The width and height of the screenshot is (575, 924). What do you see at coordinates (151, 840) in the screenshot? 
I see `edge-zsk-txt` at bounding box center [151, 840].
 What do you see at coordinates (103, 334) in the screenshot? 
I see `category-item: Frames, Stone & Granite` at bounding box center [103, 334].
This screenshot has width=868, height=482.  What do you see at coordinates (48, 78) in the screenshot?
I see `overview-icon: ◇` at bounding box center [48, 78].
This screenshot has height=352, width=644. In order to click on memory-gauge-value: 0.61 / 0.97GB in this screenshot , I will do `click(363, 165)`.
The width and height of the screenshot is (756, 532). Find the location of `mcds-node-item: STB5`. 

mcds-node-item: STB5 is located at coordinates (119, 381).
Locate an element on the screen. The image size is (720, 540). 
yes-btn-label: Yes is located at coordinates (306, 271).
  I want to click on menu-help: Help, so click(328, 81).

^^^^^^^^^^^^^^^^

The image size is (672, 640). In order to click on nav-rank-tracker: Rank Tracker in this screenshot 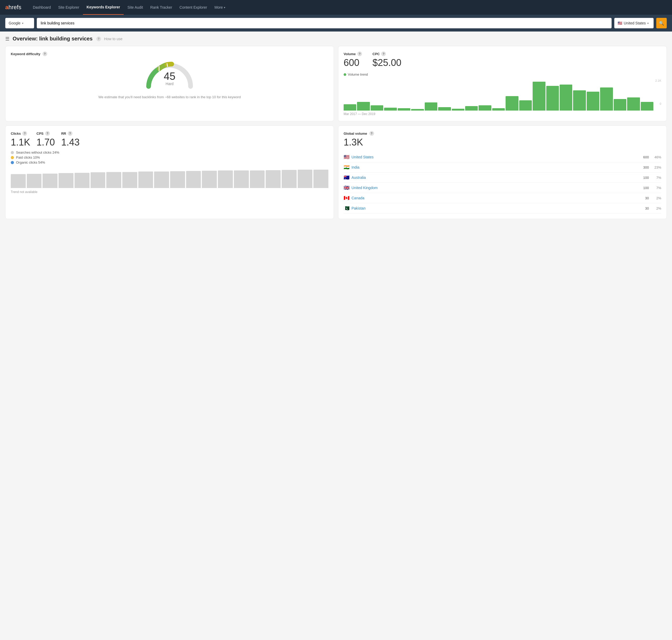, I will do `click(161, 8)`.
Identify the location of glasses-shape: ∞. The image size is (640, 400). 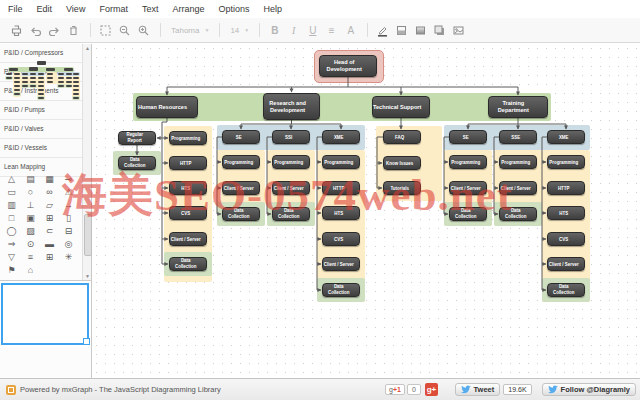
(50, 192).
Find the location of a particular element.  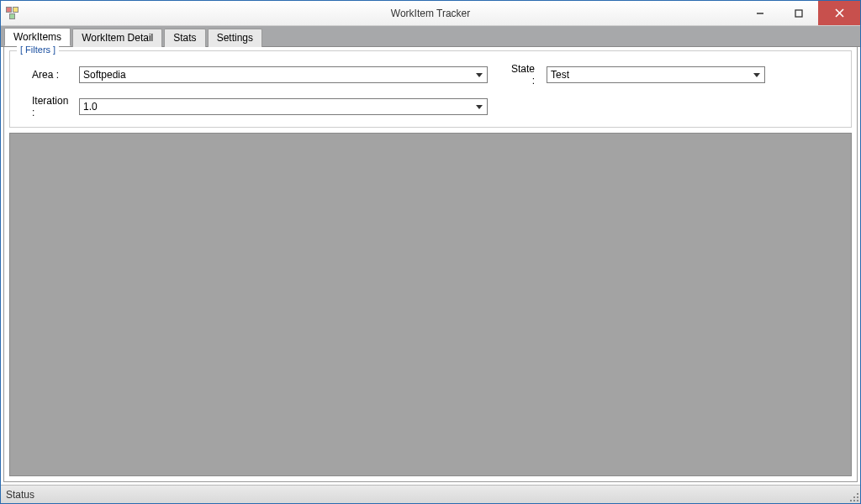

^^^^^^^^^^^^^^^^

Task brief = Take the material above from the line bearing "Identify the location" through the line bearing "Find the location of a particular element." and write it out exactly, both end lines included. Pictures stay out.

Solved problem =
Identify the location of glasses-shape: ∞. The image size is (640, 400). 
(50, 192).
Find the location of a particular element.  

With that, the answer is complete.